Before the mailbox ever entered the story, before the ditch, before the duct tape repairs, there was Evel Knievel.
Mickey Lee was about nine years old when he saw a feature on Evel Knievel on ABC’s Wide World of Sports. There he was on the screen, cape fluttering, motorcycle roaring, crowds cheering like they were watching a man wrestle gravity itself. Evel soared over cars, buses, and anything else someone was brave enough to line up in front of him. Mickey watched with his mouth hanging open, convinced he was witnessing the greatest human achievement since the invention of chocolate milk.
By the time the program ended, Mickey had decided two things. First, Evel Knievel was the coolest man alive. Second, he himself was destined for greatness. All he needed was a bike and a dream.
He didn’t have a motorcycle, but he did have a bicycle with a wobbly front wheel and a seat that squeaked like it was begging for mercy. Close enough. Evel had jumps. Mickey would settle for something equally thrilling. Riding with no hands seemed like a good place to start.
One Saturday morning he rolled his bike to the top of the driveway, took a deep breath, and pushed off. For a few glorious seconds, everything went perfectly. The wind hit his face. The tires hummed. Mickey felt like the coolest kid in the entire county. He lifted one hand off the handlebars, then the other, and for a brief shining moment he was flying.
Then he hit the mailbox.
He didn’t just bump it. He collided with it so completely that the mailbox and Mickey became one object moving through space. The front wheel slammed into the post, the bike stopped, and Mickey kept going. He sailed over the handlebars with the dramatic flair of a stuntman who had not been properly trained, arms flailing, legs kicking, and landed in the ditch with a thud that echoed through his pride.
He lay there staring up at the sky, wondering if this was how Evel felt after a crash. The mailbox door hung open like it was gasping for air. His bike was twisted at an angle that suggested it was reconsidering their friendship.
Right about then, his mom came outside. She took one look at the scene, sighed the long, weary sigh of a woman raising children in a world full of gravity, and said, “What did you do now?” Not angry. Not surprised. Just tired in that special way only mothers can manage.
Mickey told her he was practicing. She told him to practice something else.
The mailbox survived. Mickey survived. The bike survived after some questionable repairs involving duct tape and prayer. But Mickey didn’t attempt the no‑hands trick again for a long time.
From that day on, he treated the mailbox like an old rival. They both remembered what happened, and neither one wanted a rematch.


> **Exercise goal**
Leaving out every picture, quote the data below exactly as it appears.

━━━━

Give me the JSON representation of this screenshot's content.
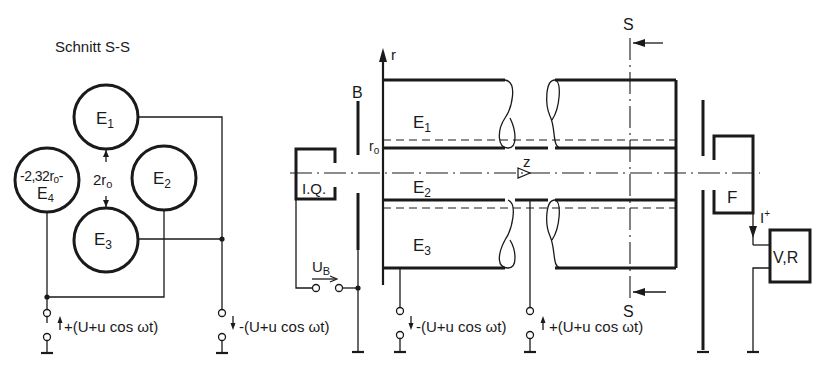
{
  "figure": {
    "type": "quadrupole mass filter schematic",
    "section_view": {
      "title": "Schnitt S-S",
      "electrodes": [
        "E1",
        "E2",
        "E3",
        "E4"
      ],
      "dimension_electrode": "2,32r0",
      "dimension_gap": "2r0",
      "supply_positive": "+(U+u cos ωt)",
      "supply_negative": "-(U+u cos ωt)"
    },
    "longitudinal_view": {
      "axis_r": "r",
      "axis_z": "z",
      "radius_label": "r0",
      "aperture_label": "B",
      "ion_source_label": "I.Q.",
      "electrode_labels": [
        "E1",
        "E2",
        "E3"
      ],
      "section_marker": "S",
      "accelerating_voltage": "UB",
      "supply_negative": "-(U+u cos ωt)",
      "supply_positive": "+(U+u cos ωt)",
      "detector_label": "F",
      "current_label": "I+",
      "amplifier_label": "V,R"
    }
  }
}
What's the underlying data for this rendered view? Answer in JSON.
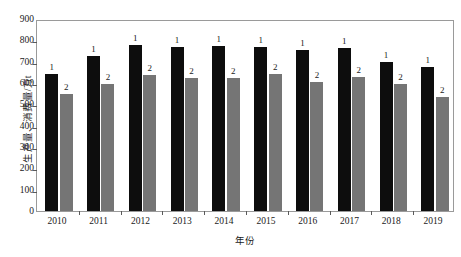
{
  "chart_data": {
    "type": "bar",
    "title": "",
    "subtitle": "",
    "xlabel": "年份",
    "ylabel": "生产量、消费量/万t",
    "categories": [
      "2010",
      "2011",
      "2012",
      "2013",
      "2014",
      "2015",
      "2016",
      "2017",
      "2018",
      "2019"
    ],
    "ylim": [
      0,
      900
    ],
    "yticks": [
      0,
      100,
      200,
      300,
      400,
      500,
      600,
      700,
      800,
      900
    ],
    "ytick_labels": [
      "0",
      "100",
      "200",
      "300",
      "400",
      "500",
      "600",
      "700",
      "800",
      "900"
    ],
    "grid": false,
    "legend_position": "inline-data-labels",
    "series": [
      {
        "name": "1",
        "label": "1",
        "color": "#0d0d0d",
        "values": [
          642,
          726,
          780,
          769,
          774,
          767,
          755,
          762,
          699,
          677
        ]
      },
      {
        "name": "2",
        "label": "2",
        "color": "#757575",
        "values": [
          548,
          597,
          639,
          623,
          622,
          640,
          604,
          630,
          597,
          536
        ]
      }
    ],
    "annotations": [
      "Each black bar is annotated with the numeral 1 above it",
      "Each gray bar is annotated with the numeral 2 above it"
    ]
  },
  "colors": {
    "series1": "#0d0d0d",
    "series2": "#757575",
    "frame": "#9a9a9a",
    "text": "#1a1a1a",
    "background": "#ffffff"
  }
}
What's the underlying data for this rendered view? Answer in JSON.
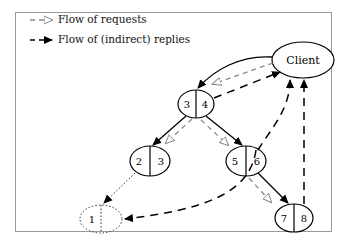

━━━━

> **Result for this task**
Give me the JSON representation of this screenshot's content.
{
  "figure": {
    "type": "quadrupole mass filter schematic",
    "section_view": {
      "title": "Schnitt S-S",
      "electrodes": [
        "E1",
        "E2",
        "E3",
        "E4"
      ],
      "dimension_electrode": "2,32r0",
      "dimension_gap": "2r0",
      "supply_positive": "+(U+u cos ωt)",
      "supply_negative": "-(U+u cos ωt)"
    },
    "longitudinal_view": {
      "axis_r": "r",
      "axis_z": "z",
      "radius_label": "r0",
      "aperture_label": "B",
      "ion_source_label": "I.Q.",
      "electrode_labels": [
        "E1",
        "E2",
        "E3"
      ],
      "section_marker": "S",
      "accelerating_voltage": "UB",
      "supply_negative": "-(U+u cos ωt)",
      "supply_positive": "+(U+u cos ωt)",
      "detector_label": "F",
      "current_label": "I+",
      "amplifier_label": "V,R"
    }
  }
}
What's the underlying data for this rendered view? Answer in JSON.
{
  "chart_data": {
    "type": "bar",
    "title": "",
    "subtitle": "",
    "xlabel": "年份",
    "ylabel": "生产量、消费量/万t",
    "categories": [
      "2010",
      "2011",
      "2012",
      "2013",
      "2014",
      "2015",
      "2016",
      "2017",
      "2018",
      "2019"
    ],
    "ylim": [
      0,
      900
    ],
    "yticks": [
      0,
      100,
      200,
      300,
      400,
      500,
      600,
      700,
      800,
      900
    ],
    "ytick_labels": [
      "0",
      "100",
      "200",
      "300",
      "400",
      "500",
      "600",
      "700",
      "800",
      "900"
    ],
    "grid": false,
    "legend_position": "inline-data-labels",
    "series": [
      {
        "name": "1",
        "label": "1",
        "color": "#0d0d0d",
        "values": [
          642,
          726,
          780,
          769,
          774,
          767,
          755,
          762,
          699,
          677
        ]
      },
      {
        "name": "2",
        "label": "2",
        "color": "#757575",
        "values": [
          548,
          597,
          639,
          623,
          622,
          640,
          604,
          630,
          597,
          536
        ]
      }
    ],
    "annotations": [
      "Each black bar is annotated with the numeral 1 above it",
      "Each gray bar is annotated with the numeral 2 above it"
    ]
  },
  "colors": {
    "series1": "#0d0d0d",
    "series2": "#757575",
    "frame": "#9a9a9a",
    "text": "#1a1a1a",
    "background": "#ffffff"
  }
}
What's the underlying data for this rendered view? Answer in JSON.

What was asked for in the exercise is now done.